“I’ve always been an idealist”: SingularityU Australia chief Christina Gerakiteys on why positivity can boost startups and the economy too

SingularityU

SingularityU co-chief executives Christina Gerakiteys and Lisa Andrews. Source: supplied.

With a focus on exponential tech and big-picture thinking, SingularityU Australia is striving to encourage and inspire entrepreneurs Down Under, according to chief executive Christina Gerakiteys. And, she says, maintaining a positive mindset can be good for founders and the nation as a whole.

Gerakiteys herself got involved with SingularityU about seven years ago, when she started running workshops at events and met some of the leaders in the organisation.

She “fell in love with the organisation because of its optimism, its positivity”, she tells StartupSmart.

When she met now co-chief Lisa Andrews, the pair decided to get more involved and open a chapter in Australia. Now, they have six chapters here and will soon be announcing a seventh, she says.

In April, the team launched its Global Impact Challenge in Australia — marking the first time the competition has come to the Asia Pacific region.

“We take startups who have moonshot ideas and we ask them how they might use exponential technologies to scale whatever it is they’re doing to a global level,” Gerakiteys says.

At the same time, the program is working with other Aussie organisations to give startups additional opportunities.

“We didn’t want to reinvent the wheel,” she adds.

Australia already has several startup programs. So, if a startup is working with one of those, but fits the SingularityU bill, they can take up both opportunities.

“We want to have an aggregating effect, bringing people together.”

Bringing a SingularityU summit to Australia was intended to spread the word of singularity, Gerakiteys explains. She had attended summits in other countries and found them to be inspiring, to say the least.

“I walked out of my first summit and my jaw hit the floor, because I didn’t know what I didn’t know,” she says.

Having an event like this in Australia “is a way of spreading the word and introducing people to the prospects of SingularityU,” she adds.

“I knew that I had to help the message and help spread the word, which is to empower, educate, inspire leaders to use exponential technologies to solve the global grand challenges.”

Technology is becoming increasingly powerful. And sometimes, Gerakiteys says, it can be easy to fear that power.

But it has clear positive use cases, too, for example in healthcare, education and social impact.

“I’ve always been an idealist,” she adds, noting that some might even call her naive.

“Everything has an equal and opposite reaction. So if you believe in how bad it can be, you have to believe in how good it can be.”

Boosting Aussie entrepreneurship

In Australia, in particular, there are huge opportunities for startups, and huge benefits to be reaped form nurturing them.

Historically, the only option for Aussie startups has been to move overseas, often to Silicon Valley.

“We think everybody does things better over there, and they don’t,” Gerakiteys says.

Australia has great mind-power and intellectual capital, and there are great innovations coming out of the country, she adds. But we end up either selling companies internationally, or seeing entrepreneurs move away.

“If we kept that economic power here, then it would make us a much richer place — and I don’t just mean richer in terms of monetary funds, I mean a richer society,” she explains.

SingularityU, and the summit, is intended to help inspire those entrepreneurs, and get them thinking about the possibilities that face them here.

“We want to have people innovate by design, not just by necessity,” says Gerakiteys.

“We’ve got great innovation here, we’ve got great minds here, we’ve got every opportunity to be able to do that,” she adds.

“The more people talk in terms of optimism and positivism, and what is possible, and moonshot ideas … I think the more possible it is for us.”

Positive mindset

Gerakiteys even applies this theory to the economy, to an extent.

“If we keep listening to the negative rhetoric about the economy, then we will go into a downward spiral,” she suggests.

If you pay attention to positive news, on the other hand, that positive mindset can have an effect on the innovation at play, and therefore potentially the economy.

“There is just as much positive economic news in the world right now as there is negative. It depends which one resonates louder with you and which one your listening to,” she explains.

“Our actions and our behaviours are so totally aligned with the mindset that we’re in.”

What’s interesting — and sometimes surprising — is how easily a person’s mindset can be influenced.

“Everyone has got a school story, when someone told them they couldn’t do something or that they were bad at something,” Gerakiteys says.

“We’re so highly influenced by anything people say … it’s really easy to follow a negative or a positive mindset, depending on how you spend your time or who you surround yourself with,” she adds.

“We’re really working hard to increase the positive mindset that will increase the economy. I’m really optimistic.”

StartupSmart attended the SingularityU Australia Summit as a guest of SingularityU.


ACTION ITEM. Your task is to copy every line of the records below that contains "mark".
*** Opening EXTRACTED ENTRIES ***
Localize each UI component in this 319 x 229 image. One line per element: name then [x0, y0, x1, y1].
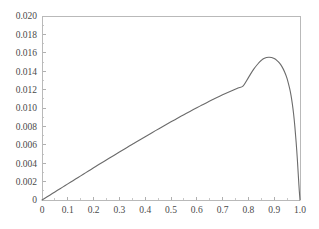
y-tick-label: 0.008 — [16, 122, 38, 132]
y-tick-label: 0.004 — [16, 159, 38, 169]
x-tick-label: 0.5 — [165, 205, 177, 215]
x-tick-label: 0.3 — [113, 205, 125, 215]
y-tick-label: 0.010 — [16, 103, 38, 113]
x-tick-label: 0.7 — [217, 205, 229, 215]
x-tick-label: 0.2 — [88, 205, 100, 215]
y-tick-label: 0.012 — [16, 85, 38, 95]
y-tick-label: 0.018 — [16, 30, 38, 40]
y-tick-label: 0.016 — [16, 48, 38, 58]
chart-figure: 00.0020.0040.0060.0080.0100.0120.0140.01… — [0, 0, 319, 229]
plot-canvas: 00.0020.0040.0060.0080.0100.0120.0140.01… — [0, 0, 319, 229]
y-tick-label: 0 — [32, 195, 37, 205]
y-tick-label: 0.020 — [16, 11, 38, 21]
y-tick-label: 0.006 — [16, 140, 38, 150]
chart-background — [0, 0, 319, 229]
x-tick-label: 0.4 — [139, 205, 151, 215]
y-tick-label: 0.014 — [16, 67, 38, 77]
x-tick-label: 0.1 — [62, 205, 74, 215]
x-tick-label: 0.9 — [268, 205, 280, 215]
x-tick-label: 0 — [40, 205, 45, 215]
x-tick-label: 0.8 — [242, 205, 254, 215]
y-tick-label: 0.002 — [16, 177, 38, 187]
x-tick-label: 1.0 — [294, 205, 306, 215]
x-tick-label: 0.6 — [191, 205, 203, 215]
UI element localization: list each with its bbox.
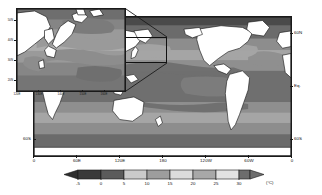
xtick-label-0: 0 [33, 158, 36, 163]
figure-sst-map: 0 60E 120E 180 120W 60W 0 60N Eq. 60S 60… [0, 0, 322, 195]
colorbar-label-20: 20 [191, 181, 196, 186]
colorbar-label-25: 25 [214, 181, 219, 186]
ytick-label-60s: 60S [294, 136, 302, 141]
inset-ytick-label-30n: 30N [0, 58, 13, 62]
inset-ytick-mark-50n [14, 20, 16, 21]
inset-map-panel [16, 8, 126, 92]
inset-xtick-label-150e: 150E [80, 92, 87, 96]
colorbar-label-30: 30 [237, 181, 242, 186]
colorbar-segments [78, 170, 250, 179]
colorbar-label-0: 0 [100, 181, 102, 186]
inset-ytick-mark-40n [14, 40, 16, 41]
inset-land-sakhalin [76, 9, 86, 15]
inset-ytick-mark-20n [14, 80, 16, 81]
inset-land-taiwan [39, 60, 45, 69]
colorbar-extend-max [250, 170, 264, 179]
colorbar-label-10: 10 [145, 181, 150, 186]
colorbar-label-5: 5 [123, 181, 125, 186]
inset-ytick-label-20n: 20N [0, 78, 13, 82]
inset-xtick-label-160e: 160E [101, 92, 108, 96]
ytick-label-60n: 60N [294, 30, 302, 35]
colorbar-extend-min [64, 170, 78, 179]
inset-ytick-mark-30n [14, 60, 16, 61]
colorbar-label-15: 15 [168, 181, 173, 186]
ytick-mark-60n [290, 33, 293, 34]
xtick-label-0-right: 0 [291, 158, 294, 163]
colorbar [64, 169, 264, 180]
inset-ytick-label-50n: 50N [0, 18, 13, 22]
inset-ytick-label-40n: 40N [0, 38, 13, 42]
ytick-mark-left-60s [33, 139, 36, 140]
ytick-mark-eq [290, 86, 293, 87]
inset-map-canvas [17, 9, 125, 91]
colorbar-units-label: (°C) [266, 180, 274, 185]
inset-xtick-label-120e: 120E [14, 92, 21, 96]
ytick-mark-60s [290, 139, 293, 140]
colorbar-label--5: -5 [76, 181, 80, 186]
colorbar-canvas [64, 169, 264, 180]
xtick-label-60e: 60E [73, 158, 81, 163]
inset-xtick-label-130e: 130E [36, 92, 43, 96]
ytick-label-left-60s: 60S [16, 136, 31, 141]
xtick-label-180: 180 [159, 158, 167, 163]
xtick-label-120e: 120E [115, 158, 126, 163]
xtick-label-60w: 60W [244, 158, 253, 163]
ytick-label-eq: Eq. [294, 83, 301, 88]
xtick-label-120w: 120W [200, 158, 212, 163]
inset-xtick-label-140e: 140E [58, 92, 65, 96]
*** Closing EXTRACTED ENTRIES ***
*** Opening EXTRACTED ENTRIES ***
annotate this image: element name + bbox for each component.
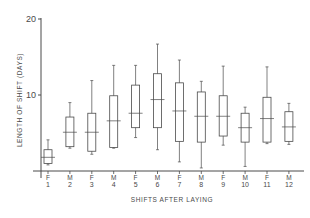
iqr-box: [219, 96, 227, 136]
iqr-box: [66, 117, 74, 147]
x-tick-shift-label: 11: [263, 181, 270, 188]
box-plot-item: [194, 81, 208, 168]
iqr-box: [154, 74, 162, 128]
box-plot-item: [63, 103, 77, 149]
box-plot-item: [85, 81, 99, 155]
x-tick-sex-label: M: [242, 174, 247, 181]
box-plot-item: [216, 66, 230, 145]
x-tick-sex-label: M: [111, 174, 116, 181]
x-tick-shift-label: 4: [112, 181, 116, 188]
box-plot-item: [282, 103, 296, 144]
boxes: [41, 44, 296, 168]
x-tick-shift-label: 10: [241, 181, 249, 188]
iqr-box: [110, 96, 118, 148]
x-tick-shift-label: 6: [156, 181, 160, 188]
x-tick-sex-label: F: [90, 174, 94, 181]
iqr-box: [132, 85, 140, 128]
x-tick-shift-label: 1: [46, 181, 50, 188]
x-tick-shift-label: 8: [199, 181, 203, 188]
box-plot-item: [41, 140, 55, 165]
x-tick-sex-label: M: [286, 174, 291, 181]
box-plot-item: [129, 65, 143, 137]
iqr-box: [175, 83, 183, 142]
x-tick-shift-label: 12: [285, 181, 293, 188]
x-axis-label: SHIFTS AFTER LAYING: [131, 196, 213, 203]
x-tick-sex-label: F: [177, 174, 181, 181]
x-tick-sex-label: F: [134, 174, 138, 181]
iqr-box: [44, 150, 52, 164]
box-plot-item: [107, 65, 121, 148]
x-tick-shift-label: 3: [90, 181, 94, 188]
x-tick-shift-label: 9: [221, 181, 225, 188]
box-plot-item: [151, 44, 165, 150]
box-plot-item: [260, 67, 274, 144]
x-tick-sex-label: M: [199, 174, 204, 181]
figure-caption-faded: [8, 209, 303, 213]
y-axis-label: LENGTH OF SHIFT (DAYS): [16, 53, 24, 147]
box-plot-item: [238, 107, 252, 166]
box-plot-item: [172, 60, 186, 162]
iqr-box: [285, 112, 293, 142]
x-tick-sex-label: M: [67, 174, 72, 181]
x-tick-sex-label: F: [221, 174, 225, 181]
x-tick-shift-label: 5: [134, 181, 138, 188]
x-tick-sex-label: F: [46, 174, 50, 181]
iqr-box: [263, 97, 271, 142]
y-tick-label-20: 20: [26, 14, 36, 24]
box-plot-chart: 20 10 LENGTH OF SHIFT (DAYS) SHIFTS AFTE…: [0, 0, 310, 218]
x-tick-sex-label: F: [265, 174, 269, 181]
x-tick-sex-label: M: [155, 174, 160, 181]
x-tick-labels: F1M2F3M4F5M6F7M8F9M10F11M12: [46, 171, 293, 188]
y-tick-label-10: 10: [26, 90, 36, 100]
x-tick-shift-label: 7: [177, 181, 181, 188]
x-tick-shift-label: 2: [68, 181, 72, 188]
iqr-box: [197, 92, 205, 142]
*** Closing EXTRACTED ENTRIES ***
*** Opening EXTRACTED ENTRIES ***
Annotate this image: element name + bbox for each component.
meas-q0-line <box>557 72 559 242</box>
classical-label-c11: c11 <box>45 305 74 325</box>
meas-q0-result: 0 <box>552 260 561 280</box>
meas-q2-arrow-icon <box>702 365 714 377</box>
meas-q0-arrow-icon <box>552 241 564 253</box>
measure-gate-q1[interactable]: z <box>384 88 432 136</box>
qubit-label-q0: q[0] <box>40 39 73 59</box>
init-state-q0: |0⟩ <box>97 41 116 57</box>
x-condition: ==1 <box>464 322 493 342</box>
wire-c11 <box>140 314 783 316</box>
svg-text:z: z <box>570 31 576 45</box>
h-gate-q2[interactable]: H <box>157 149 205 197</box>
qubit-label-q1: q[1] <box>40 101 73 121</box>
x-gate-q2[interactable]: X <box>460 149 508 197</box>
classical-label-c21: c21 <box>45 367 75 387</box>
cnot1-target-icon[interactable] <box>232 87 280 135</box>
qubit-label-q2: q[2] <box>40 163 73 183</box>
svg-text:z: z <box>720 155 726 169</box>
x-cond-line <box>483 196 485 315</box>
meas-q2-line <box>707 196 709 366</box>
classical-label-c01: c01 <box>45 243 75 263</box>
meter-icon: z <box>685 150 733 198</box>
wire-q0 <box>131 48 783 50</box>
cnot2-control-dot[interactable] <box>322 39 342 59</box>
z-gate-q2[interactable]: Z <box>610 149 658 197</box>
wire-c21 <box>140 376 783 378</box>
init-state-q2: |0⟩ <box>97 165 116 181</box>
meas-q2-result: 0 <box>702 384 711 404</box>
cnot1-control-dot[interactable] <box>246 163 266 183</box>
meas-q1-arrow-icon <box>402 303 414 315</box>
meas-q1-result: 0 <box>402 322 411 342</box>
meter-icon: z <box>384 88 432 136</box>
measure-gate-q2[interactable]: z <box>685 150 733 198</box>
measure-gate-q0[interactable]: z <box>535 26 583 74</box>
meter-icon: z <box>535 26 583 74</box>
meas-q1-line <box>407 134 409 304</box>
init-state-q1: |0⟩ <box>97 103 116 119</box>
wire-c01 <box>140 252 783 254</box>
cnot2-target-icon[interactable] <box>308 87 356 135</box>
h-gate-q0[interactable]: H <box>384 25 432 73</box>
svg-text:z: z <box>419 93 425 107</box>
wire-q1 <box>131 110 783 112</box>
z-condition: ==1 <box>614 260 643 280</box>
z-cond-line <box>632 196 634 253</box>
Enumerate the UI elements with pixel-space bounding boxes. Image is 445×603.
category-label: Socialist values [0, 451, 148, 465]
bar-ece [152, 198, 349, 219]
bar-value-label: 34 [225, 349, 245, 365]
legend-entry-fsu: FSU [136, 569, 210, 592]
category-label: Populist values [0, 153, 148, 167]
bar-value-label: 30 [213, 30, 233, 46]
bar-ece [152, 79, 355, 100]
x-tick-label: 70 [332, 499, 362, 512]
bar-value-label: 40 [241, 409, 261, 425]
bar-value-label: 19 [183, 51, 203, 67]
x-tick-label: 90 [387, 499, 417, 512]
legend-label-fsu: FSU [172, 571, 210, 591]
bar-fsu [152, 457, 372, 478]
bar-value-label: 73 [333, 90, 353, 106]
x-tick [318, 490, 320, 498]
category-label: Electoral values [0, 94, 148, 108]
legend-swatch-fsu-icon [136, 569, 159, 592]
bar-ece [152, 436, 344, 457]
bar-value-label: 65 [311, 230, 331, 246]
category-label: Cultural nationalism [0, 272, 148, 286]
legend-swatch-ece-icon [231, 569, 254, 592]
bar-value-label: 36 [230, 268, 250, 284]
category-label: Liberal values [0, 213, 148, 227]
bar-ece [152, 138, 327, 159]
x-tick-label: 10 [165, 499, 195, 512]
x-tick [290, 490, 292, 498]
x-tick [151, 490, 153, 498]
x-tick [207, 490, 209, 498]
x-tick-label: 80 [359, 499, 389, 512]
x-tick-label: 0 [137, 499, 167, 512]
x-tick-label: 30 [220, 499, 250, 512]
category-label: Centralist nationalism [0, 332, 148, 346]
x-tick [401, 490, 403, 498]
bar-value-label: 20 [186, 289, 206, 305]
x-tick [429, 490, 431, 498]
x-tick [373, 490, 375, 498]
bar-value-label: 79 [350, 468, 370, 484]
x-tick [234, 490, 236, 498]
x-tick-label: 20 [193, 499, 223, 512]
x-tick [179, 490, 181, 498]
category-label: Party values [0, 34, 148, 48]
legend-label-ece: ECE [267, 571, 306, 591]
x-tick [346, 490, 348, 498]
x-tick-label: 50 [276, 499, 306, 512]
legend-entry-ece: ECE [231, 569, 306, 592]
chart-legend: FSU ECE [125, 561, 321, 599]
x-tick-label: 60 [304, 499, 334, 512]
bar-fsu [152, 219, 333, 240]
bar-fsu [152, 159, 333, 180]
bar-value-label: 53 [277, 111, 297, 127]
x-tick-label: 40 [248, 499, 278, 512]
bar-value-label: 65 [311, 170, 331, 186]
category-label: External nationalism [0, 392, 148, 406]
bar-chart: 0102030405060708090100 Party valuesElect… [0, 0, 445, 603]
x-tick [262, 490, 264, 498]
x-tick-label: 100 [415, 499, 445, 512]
*** Closing EXTRACTED ENTRIES ***
RESPONSE TO THIS TASK.
inset-ytick-mark-50n [14, 20, 16, 21]
inset-ytick-mark-40n [14, 40, 16, 41]
inset-ytick-mark-20n [14, 80, 16, 81]
inset-ytick-mark-30n [14, 60, 16, 61]
ytick-mark-60n [290, 33, 293, 34]
ytick-mark-left-60s [33, 139, 36, 140]
ytick-mark-eq [290, 86, 293, 87]
ytick-mark-60s [290, 139, 293, 140]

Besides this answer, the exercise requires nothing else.